Winslet, of course, has her pick of high-profile roles but it did not faze her to work on a lower-budget film with a director on only his second feature. She had seen and loved Lee’s 2017 debut God’s Own Country, explaining, “It was my kind of film, it had a rawness and purity to the story. There is not a lot of exposition and explanation, you’re seeing these two people come together. And the visual poetry of Francis’s work I just found staggering.”

“Francis and Kate had a meeting of the minds,” recalls Iain Canning, who produces Ammonite alongside his See-Saw Films partner Emile Sherman, with Fodhla Cronin O’Reilly. “She is a very experienced actor and she’s been on so many film sets of so many scales and sizes, and this was only Francis’s second feature, but you never felt that difference in terms of how much Kate respected Francis in terms of being an artist and how Francis respected Kate as an actor.” Canning adds the whole crew could “feel Kate’s joy” when she found a real fossil one day while cameras were rolling.

Ammonite – which was backed by BBC Film and the British Film Institute – was rewarded with selection for the Cannes 2020 label, and then by the Telluride and Toronto film festivals. Neon released in the US in November, while Lionsgate has UK rights.

Love story

Ammonite

Source: See-Saw Films

‘Ammonite’

While in production, the film attracted some complaints from Anning’s distant relatives – she has no direct descendants – for its depiction of their family member in a lesbian relationship, with a younger married woman named Charlotte Murchison, played by Saoirse Ronan.

Winslet thinks the film is stronger for it. “There is no historical information about Mary Anning’s personal, private world – she never married – so we had a bit of freedom in terms of inventing our version.

“I love that Francis chose to pair her with a woman,” she continues. “Because she was living in a world that was dominated by the patriarchy, it wouldn’t have felt right to have her in a relationship with a man.”

Winslet had researched letters that close female friends had written to each other in the mid-19th century, some of which tipped over into sexual relationships. “I read a lot of letters from women at that time – these women were in marriages but it was not uncommon for women to form these deep friendships, their bonds were tight.”

Back in 2019 when Ammonite was shooting, hiring an “intimacy co‑ordinator” was not yet standard practice.
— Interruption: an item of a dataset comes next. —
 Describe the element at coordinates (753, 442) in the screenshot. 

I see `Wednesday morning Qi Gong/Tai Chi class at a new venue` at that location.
The sex scenes were something Winslet, Ronan and Lee talked about and choreographed together. “It was important to us not to shy away from the real sexual, visceral emotional connection between those two characters,” says Winslet. “That is so layered throughout the film, and it really does build to that moment of physical connection.”
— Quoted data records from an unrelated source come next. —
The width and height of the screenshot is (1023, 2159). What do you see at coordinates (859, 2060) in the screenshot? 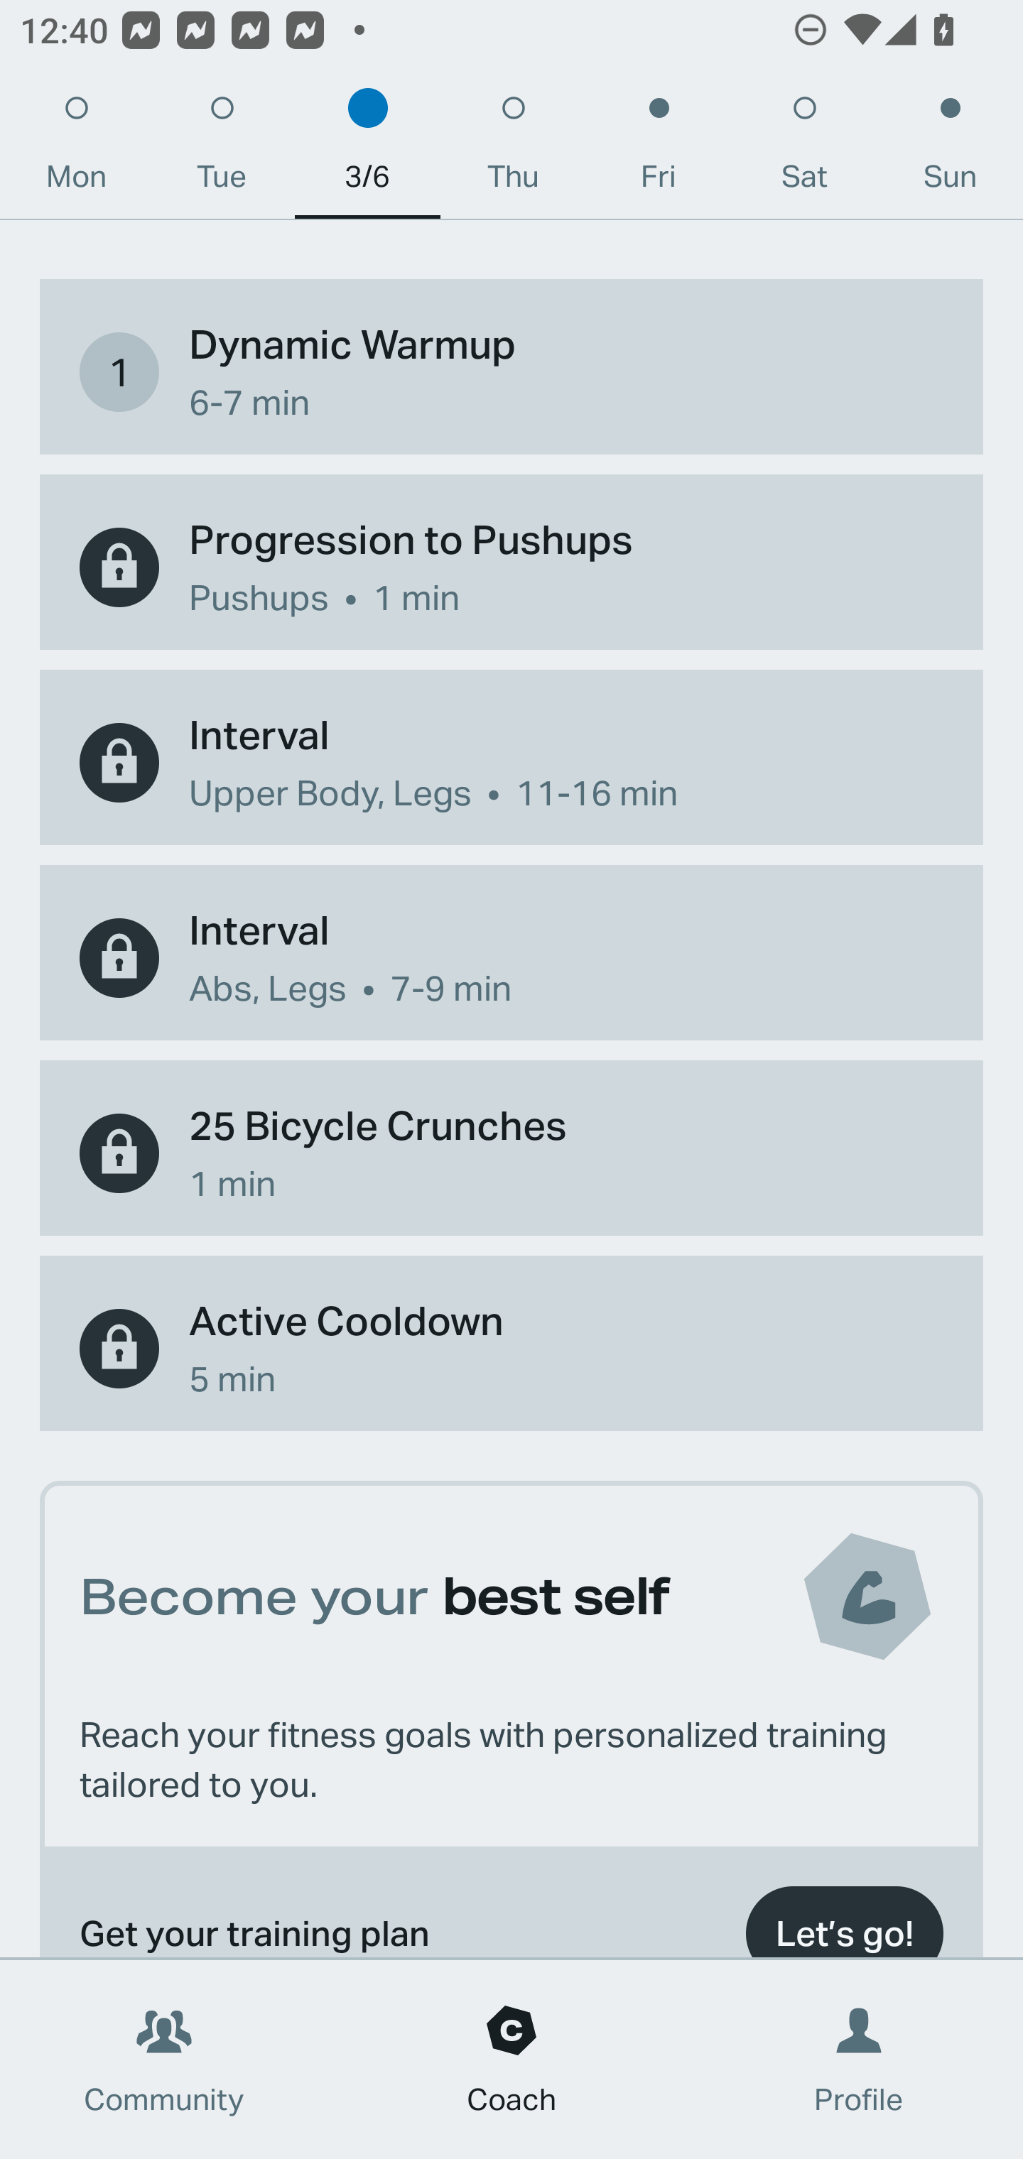
I see `Profile` at bounding box center [859, 2060].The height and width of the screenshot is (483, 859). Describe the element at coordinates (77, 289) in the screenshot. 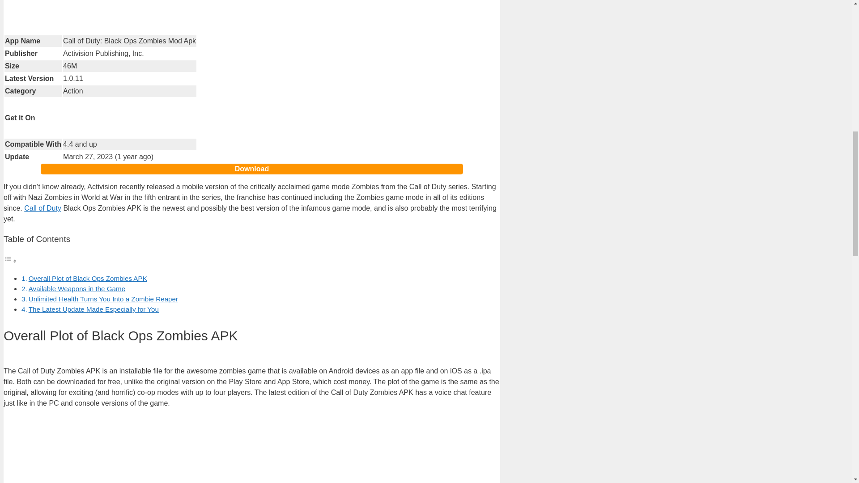

I see `Available Weapons in the Game` at that location. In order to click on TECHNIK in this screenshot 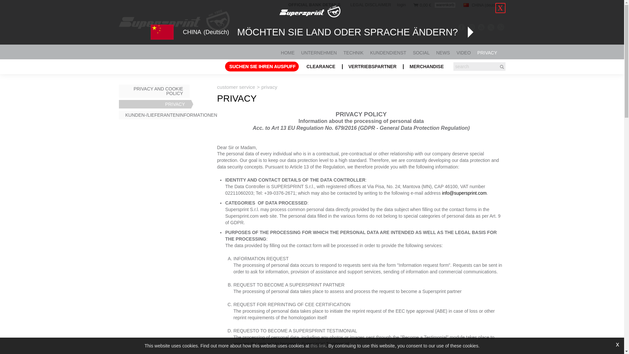, I will do `click(353, 52)`. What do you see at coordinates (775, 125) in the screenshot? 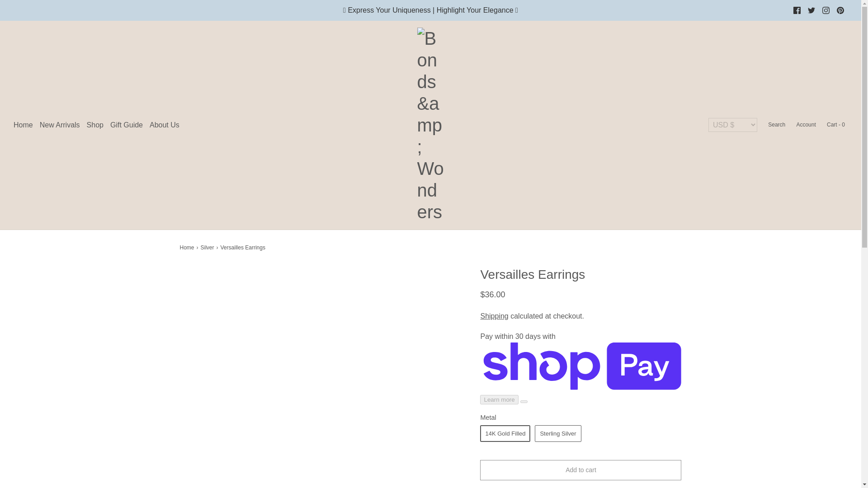
I see `Search` at bounding box center [775, 125].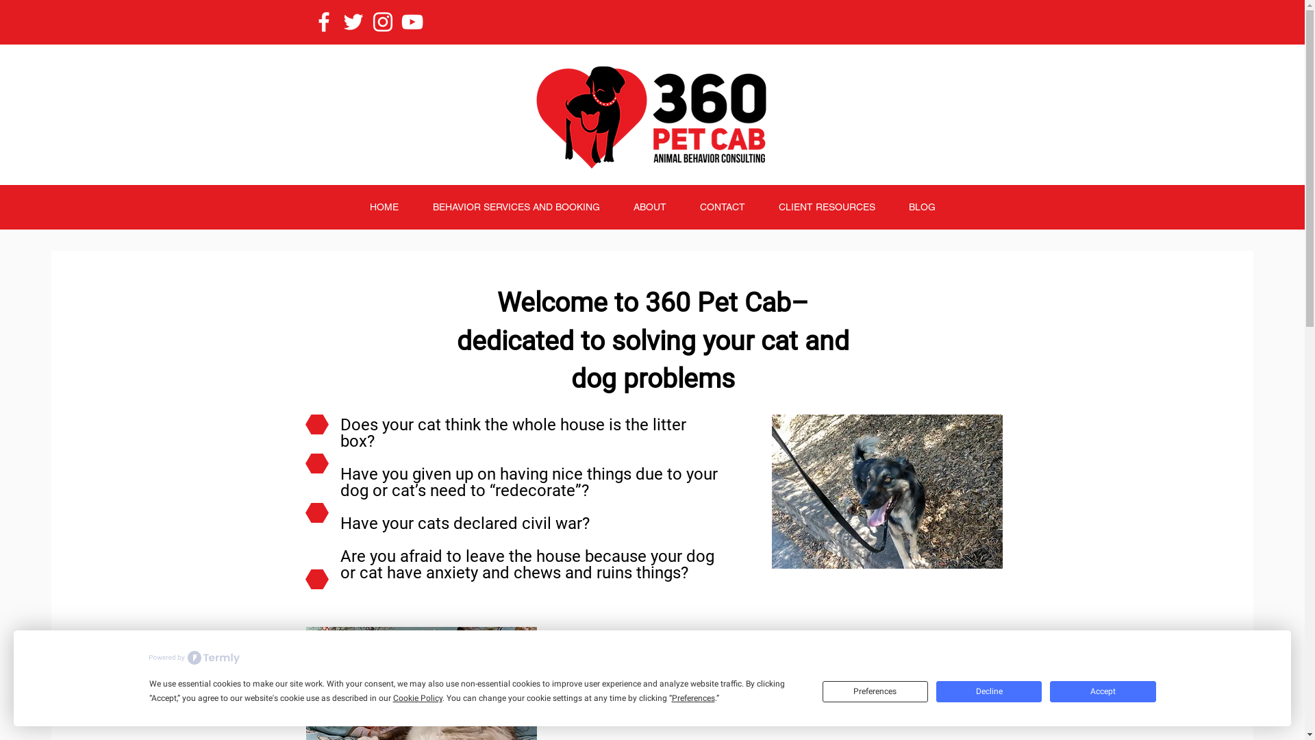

It marked the first time the two actresses have worked together. “I’ve admired her forever,” says Winslet of Ronan. The pair had different approaches, explains Winslet: “Saoirse is an incredibly gifted actor. There is a lot that comes naturally to her, where I have never trusted myself to allow things to just come to me on the day. I do a lot of preparation. I’m quite organised. I label things and I have a sticker system, and Saoirse would find that hilariously funny.”

Winslet — who will next be seen in HBO miniseries Mare Of Easttown, playing a detective in a small Pennsylvania town investigating a murder, and has shot James Cameron’s Avatar 2 — hopes audiences do not pigeonhole Ammonite as an LGBTQ story. “I hope they just see a story that is about two people who fall in love, and they discover more about themselves than they do about each other,” she says. “Who we choose to love can end up defining who we are, and that’s a good rallying cry for 2021.”